- Dr Oyindoubra Timi-Wood*
- Journalism and Media Studies Federal University, Otuoke
- DOI: 10.5281/zenodo.19209301
The rapid
expansion of digital platforms in Nigeria has intensified the public
performance of wealth, transforming affluence into an algorithmically amplified
spectacle. Across Instagram, TikTok, and X, luxury lifestyles are curated and
circulated at scale, generating aspirational narratives that increasingly
structure Nigeria’s digital public sphere. While global scholarship has
examined digital capitalism and influencer culture, limited attention has been
paid to how algorithmic amplification of conspicuous wealth intersects with
locally embedded moral economies in socio-economically precarious contexts.
This study
investigates how digitally mediated affluence is represented, amplified, and
interpreted in Nigeria and how such representations may be recalibrating
perceptions of work ethic and legitimacy. Adopting a qualitative-dominant
mixed-method design, the research integrates critical discourse analysis of
high-engagement wealth-centered content, semi-structured interviews with
journalists, media scholars and youth audiences and systematic observation of
engagement metrics as proxies for algorithmic visibility.
Findings reveal
four interrelated dynamics: (1) wealth operates as staged spectacle optimized
for engagement; (2) platform infrastructures structurally privilege such
spectacle through amplification loops; (3) success narratives frequently
compress financial timelines, foregrounding visible outcomes while
marginalizing incremental labor; and (4) digital visibility increasingly
functions as a parallel marker of legitimacy. Rather than evidencing moral
collapse, the data indicate normative tension in which traditional values of
diligence and communal respectability coexist with visibility-driven standards
of achievement.
The study
advances the concept of algorithmic moral reordering to describe how
engagement-optimized infrastructures recalibrate symbolic hierarchies within
digitally mediated societies. By situating the analysis in Nigeria, it contributes
to de-Westernizing digital media scholarship and underscores digital platforms
as value-shaping institutions within emerging public spheres.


Records follow. Copy every line with "function".

:: Given records ::

..........

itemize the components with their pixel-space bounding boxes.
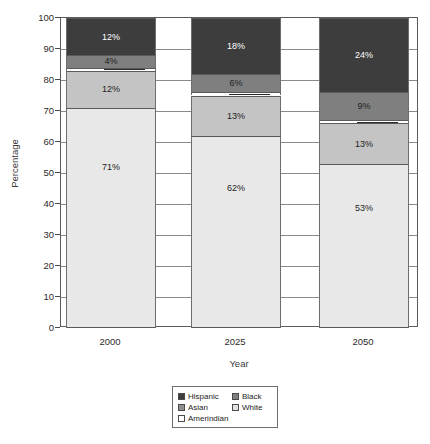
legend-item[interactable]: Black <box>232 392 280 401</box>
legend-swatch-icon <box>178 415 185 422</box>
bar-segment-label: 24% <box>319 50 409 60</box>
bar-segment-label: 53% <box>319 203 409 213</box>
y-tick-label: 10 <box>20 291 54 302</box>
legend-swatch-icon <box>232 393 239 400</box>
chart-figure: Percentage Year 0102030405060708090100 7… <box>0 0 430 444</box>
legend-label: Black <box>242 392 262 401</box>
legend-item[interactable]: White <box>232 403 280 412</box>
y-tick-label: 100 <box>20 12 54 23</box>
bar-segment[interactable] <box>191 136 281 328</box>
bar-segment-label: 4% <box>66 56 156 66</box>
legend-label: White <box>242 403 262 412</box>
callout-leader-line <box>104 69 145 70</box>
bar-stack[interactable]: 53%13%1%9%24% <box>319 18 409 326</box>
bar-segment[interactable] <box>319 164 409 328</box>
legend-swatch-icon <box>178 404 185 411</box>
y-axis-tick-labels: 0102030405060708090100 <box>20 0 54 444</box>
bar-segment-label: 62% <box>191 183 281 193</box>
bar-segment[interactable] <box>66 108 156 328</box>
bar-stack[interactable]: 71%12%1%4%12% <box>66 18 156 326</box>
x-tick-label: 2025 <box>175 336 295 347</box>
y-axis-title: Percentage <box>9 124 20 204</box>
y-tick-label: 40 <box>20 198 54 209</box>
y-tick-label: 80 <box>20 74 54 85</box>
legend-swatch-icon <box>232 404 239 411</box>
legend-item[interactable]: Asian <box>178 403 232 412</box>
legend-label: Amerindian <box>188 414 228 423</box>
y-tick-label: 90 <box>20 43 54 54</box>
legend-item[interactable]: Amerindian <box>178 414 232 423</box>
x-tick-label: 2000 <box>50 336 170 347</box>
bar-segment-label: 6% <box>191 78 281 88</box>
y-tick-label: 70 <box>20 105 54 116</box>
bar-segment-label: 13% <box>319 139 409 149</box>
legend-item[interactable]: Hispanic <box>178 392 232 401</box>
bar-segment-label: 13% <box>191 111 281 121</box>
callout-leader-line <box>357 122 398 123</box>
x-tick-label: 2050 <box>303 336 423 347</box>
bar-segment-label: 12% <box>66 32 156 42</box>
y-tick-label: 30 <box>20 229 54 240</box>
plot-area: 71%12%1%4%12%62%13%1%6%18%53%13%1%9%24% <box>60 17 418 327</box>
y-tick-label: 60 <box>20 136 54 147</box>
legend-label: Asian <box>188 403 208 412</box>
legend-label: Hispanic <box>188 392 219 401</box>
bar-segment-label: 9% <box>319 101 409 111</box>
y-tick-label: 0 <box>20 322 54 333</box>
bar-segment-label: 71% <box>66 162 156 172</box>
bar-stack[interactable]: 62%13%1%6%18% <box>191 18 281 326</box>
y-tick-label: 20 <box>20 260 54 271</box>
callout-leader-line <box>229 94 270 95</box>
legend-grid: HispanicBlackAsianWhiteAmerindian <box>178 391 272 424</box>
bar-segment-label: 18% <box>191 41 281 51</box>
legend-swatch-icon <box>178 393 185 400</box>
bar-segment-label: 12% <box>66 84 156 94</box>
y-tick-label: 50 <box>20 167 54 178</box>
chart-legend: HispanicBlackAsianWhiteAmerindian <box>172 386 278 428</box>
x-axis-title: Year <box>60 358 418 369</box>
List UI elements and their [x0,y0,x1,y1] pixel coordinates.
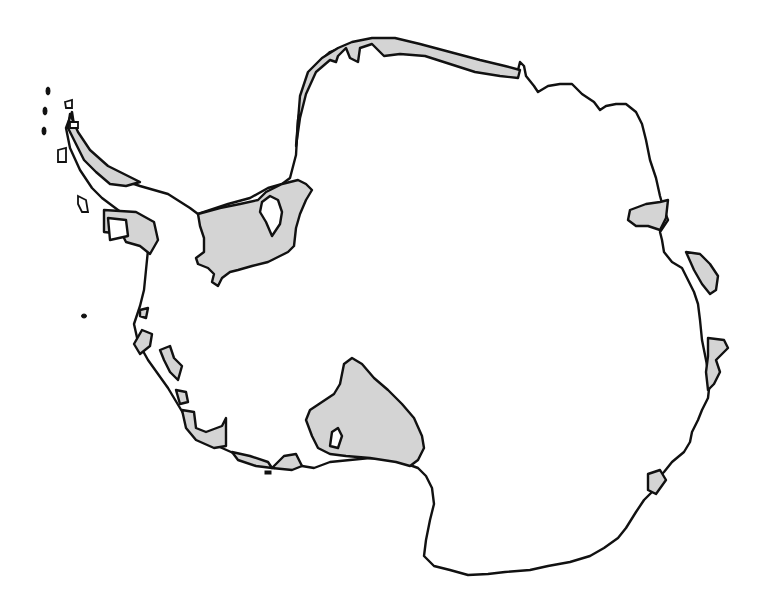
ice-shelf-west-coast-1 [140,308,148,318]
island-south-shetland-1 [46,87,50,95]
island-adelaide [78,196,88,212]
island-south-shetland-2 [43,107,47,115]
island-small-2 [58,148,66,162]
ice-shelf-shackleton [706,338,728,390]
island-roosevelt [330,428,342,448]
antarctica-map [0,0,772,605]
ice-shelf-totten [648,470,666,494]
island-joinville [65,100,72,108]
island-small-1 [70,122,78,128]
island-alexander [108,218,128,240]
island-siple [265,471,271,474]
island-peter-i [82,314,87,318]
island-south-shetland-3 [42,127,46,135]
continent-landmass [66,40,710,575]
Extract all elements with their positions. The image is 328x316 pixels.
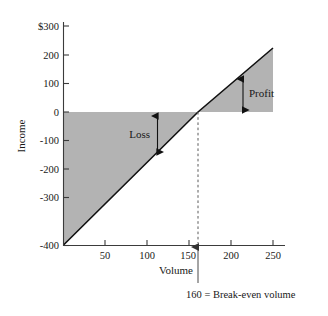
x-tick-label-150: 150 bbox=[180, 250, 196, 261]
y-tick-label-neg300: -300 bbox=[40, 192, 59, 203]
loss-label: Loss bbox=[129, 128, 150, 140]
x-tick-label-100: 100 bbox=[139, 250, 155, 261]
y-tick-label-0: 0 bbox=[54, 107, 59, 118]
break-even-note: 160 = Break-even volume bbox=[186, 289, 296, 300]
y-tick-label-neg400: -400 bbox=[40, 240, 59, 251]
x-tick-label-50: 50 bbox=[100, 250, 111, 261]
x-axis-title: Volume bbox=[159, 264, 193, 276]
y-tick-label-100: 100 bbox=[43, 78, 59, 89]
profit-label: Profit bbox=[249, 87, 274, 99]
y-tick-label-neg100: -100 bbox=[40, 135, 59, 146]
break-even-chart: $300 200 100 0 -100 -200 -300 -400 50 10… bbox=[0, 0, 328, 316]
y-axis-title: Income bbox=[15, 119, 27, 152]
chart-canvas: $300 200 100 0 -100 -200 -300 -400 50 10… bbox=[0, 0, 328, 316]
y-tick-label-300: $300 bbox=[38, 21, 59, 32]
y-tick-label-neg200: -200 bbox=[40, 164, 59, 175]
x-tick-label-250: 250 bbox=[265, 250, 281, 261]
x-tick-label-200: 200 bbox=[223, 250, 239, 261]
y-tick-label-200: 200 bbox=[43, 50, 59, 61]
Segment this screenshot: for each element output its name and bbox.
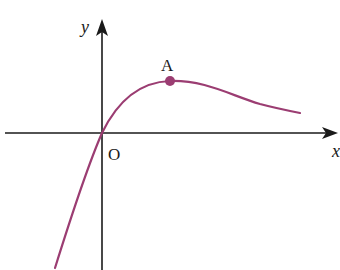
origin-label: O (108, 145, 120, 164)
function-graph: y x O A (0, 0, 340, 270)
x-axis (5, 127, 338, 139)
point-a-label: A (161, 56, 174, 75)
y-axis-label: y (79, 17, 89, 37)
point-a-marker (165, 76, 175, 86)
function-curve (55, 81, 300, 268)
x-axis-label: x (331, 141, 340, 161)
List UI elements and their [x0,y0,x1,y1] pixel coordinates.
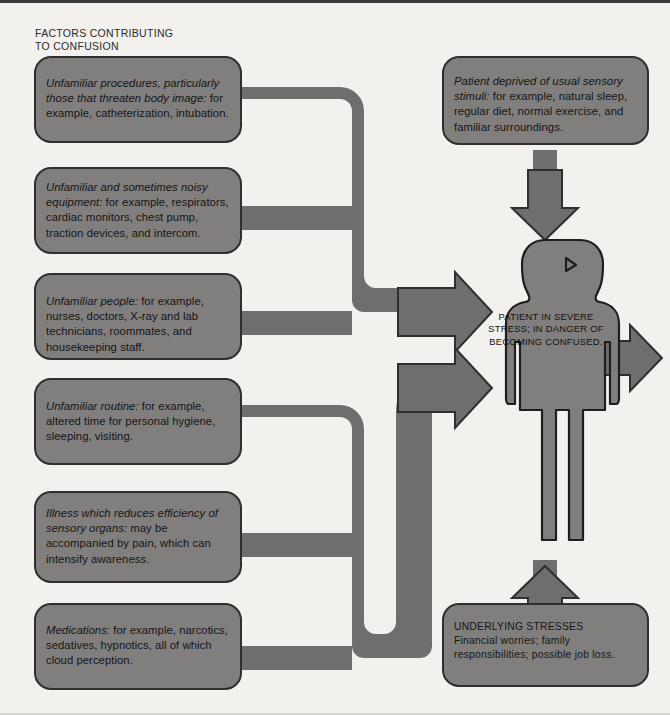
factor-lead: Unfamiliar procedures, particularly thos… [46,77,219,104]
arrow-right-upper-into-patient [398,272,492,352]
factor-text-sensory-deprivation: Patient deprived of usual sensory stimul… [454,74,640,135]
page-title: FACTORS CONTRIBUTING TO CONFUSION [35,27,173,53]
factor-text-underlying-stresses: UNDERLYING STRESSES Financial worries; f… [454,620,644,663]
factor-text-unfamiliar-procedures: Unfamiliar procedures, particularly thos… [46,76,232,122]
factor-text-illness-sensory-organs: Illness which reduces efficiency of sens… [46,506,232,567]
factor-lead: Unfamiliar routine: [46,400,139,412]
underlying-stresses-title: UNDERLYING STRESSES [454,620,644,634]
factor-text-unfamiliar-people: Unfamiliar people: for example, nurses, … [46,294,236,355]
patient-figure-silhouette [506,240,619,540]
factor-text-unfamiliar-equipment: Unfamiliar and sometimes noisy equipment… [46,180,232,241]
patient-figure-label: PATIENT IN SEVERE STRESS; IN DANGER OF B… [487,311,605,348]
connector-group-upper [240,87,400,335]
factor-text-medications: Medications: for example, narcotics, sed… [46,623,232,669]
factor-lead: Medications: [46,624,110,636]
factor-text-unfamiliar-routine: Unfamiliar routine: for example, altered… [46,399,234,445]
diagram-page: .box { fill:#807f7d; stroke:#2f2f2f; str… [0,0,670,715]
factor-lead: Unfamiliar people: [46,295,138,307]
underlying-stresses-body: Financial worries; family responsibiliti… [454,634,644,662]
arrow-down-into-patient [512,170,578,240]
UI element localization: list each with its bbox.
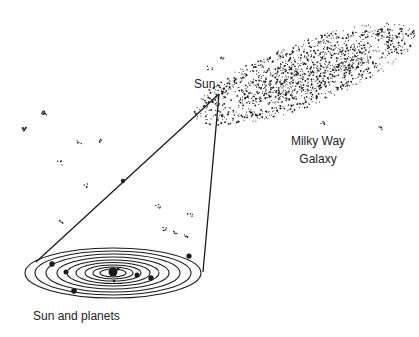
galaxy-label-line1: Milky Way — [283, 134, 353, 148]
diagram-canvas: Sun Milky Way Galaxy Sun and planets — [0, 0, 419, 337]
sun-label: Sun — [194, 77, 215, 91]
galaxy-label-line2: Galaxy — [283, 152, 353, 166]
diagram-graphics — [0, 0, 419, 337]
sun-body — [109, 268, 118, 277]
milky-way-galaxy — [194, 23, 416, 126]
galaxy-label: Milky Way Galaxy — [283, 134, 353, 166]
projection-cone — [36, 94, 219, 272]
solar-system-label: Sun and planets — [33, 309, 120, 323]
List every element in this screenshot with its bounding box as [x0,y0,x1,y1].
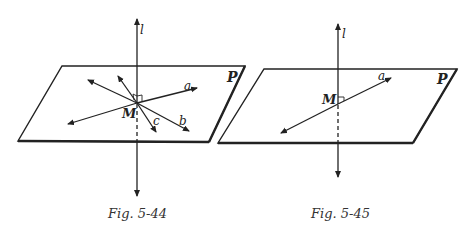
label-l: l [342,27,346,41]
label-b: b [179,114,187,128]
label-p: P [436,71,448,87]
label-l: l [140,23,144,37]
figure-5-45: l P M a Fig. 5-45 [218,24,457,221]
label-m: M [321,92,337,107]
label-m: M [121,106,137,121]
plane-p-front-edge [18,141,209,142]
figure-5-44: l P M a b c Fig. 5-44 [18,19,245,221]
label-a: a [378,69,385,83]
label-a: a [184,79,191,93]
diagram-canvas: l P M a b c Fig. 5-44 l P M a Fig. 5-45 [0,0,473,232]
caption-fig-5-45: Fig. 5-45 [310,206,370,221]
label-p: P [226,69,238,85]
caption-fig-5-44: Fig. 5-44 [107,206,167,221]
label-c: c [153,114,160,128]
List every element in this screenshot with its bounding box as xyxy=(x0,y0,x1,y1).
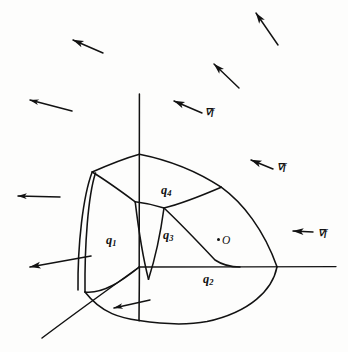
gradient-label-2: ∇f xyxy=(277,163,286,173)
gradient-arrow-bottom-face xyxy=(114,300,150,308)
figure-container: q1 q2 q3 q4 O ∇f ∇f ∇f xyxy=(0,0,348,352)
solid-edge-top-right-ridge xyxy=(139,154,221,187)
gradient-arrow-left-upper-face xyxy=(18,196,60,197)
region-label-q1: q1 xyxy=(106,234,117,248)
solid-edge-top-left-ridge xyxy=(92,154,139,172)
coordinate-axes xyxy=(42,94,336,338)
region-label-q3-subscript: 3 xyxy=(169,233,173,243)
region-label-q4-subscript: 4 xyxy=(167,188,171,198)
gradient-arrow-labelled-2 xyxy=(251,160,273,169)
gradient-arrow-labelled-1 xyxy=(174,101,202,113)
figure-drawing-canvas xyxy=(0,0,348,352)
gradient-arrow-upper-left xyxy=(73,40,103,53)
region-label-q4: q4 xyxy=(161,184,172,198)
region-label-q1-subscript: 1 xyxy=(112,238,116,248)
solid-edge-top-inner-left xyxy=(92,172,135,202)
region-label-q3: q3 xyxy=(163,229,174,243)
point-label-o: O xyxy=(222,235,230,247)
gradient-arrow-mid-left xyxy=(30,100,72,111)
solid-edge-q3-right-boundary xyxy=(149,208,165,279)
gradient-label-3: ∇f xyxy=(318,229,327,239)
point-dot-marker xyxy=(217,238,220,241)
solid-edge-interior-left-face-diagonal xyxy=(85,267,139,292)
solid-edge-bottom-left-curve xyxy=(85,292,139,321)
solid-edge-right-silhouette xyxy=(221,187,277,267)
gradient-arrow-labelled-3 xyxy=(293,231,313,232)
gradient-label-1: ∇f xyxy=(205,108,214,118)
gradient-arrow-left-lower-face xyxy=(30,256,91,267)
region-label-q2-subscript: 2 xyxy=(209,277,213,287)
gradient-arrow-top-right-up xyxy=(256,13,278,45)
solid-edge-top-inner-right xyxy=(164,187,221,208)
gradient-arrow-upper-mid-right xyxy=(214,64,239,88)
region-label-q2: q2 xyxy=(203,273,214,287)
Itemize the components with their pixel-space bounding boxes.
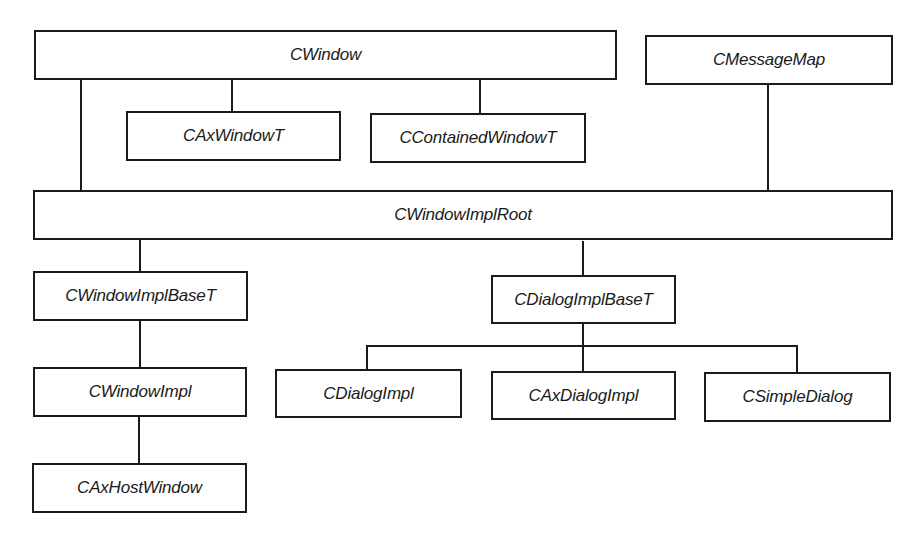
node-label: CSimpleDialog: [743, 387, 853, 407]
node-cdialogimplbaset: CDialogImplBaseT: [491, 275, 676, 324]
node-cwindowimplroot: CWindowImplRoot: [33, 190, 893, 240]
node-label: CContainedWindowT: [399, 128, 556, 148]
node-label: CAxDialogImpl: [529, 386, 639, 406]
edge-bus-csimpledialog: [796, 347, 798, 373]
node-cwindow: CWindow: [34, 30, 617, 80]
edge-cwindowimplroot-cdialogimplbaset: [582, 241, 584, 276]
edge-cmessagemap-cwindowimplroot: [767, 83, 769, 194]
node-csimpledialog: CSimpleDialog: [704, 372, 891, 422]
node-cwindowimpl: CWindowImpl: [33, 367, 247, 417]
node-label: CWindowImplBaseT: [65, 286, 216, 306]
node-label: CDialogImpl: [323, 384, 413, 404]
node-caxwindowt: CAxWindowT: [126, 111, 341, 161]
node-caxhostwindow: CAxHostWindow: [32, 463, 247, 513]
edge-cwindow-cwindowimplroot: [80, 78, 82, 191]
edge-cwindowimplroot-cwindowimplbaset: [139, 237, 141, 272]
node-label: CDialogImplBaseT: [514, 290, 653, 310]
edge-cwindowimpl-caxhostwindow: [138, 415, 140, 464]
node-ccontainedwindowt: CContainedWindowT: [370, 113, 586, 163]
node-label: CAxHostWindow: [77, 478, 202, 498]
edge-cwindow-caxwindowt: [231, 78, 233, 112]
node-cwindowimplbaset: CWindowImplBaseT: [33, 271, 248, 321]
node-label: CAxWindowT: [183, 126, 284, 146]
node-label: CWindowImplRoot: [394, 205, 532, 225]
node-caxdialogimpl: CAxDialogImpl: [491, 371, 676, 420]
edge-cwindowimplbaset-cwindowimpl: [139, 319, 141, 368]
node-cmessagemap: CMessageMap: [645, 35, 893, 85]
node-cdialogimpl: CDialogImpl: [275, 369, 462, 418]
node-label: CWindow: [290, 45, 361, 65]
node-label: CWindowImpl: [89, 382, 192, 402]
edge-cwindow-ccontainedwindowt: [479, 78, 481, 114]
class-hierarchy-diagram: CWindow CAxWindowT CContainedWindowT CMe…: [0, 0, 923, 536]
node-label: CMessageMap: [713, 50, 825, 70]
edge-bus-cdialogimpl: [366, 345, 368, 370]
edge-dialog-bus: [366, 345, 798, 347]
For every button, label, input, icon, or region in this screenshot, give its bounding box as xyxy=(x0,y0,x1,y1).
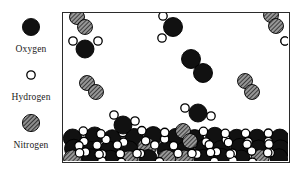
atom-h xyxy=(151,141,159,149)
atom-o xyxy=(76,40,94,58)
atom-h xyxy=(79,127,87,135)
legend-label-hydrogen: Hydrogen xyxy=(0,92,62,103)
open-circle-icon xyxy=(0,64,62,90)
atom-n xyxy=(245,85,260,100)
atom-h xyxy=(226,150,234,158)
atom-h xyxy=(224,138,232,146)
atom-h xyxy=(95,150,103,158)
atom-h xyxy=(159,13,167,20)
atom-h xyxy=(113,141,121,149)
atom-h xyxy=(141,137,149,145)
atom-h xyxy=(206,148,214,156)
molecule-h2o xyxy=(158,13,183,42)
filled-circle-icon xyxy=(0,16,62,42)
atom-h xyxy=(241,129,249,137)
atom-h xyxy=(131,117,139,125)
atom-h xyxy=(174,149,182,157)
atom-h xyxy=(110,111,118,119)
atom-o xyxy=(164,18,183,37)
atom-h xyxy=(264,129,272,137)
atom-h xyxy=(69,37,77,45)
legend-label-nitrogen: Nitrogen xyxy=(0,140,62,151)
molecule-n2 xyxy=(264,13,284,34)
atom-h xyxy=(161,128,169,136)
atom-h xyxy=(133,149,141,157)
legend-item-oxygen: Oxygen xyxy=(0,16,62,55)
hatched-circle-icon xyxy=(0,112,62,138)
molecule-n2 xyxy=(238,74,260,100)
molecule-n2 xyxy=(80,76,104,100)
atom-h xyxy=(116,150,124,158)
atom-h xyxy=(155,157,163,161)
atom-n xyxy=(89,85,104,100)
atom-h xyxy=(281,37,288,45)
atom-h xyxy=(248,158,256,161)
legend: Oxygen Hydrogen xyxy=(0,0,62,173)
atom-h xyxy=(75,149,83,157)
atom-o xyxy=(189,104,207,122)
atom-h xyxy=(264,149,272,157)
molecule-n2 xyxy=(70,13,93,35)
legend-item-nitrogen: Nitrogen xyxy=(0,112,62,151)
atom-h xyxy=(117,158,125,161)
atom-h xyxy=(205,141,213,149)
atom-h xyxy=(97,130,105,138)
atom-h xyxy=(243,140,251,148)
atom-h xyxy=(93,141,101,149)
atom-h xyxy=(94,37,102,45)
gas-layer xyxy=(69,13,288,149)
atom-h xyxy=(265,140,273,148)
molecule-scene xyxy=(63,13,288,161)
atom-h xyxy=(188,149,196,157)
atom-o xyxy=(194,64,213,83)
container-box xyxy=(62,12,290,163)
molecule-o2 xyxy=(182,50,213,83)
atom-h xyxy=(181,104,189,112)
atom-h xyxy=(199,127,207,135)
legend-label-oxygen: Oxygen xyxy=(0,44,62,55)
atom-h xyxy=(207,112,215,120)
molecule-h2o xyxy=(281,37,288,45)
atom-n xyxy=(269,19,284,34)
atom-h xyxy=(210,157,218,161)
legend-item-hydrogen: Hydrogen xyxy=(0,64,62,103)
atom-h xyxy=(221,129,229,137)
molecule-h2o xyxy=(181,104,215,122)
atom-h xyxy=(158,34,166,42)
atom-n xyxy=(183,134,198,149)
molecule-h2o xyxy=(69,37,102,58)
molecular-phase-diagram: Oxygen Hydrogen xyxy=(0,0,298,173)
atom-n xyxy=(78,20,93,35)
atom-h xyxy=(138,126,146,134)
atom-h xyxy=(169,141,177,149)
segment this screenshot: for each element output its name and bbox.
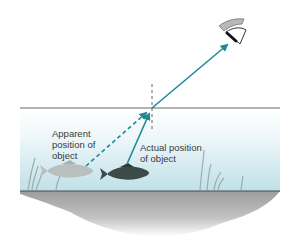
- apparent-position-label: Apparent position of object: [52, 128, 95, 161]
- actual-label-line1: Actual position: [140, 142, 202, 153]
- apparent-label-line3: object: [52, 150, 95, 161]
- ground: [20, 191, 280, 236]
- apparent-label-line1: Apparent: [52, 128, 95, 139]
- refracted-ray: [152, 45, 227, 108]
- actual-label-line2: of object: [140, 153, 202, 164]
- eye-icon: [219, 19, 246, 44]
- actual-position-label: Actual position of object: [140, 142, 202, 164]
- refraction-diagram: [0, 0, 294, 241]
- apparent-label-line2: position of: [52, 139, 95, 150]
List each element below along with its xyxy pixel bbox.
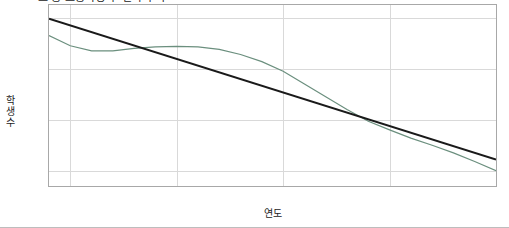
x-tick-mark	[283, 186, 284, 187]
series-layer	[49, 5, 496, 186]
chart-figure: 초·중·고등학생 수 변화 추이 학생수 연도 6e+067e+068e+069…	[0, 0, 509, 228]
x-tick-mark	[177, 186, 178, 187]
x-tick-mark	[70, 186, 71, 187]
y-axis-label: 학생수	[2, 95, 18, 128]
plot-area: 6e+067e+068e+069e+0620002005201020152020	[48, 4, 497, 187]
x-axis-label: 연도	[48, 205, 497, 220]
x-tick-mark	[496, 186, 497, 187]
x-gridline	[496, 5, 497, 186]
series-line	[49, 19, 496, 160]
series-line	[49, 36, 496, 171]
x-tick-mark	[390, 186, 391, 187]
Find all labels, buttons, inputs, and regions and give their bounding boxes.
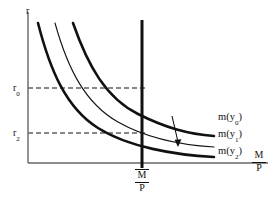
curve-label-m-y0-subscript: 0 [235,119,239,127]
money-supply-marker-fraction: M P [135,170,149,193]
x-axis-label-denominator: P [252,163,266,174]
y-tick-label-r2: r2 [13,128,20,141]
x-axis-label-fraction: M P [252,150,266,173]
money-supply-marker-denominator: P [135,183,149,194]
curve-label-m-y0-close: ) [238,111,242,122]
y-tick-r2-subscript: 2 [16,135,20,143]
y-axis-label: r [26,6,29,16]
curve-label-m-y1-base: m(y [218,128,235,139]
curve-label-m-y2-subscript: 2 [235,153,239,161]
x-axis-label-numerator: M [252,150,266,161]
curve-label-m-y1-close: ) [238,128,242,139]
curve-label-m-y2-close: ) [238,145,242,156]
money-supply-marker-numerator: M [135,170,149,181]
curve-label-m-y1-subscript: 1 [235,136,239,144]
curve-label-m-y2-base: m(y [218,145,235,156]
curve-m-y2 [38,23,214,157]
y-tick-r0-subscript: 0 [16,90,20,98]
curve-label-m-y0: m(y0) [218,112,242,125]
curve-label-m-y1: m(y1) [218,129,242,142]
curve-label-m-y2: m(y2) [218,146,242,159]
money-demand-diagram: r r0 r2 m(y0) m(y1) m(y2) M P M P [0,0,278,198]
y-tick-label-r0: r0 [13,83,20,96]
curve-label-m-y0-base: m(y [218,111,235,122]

..........

:: Response to the exercise ::
function-graph: y x O A (0, 0, 340, 270)
function-curve (55, 81, 300, 268)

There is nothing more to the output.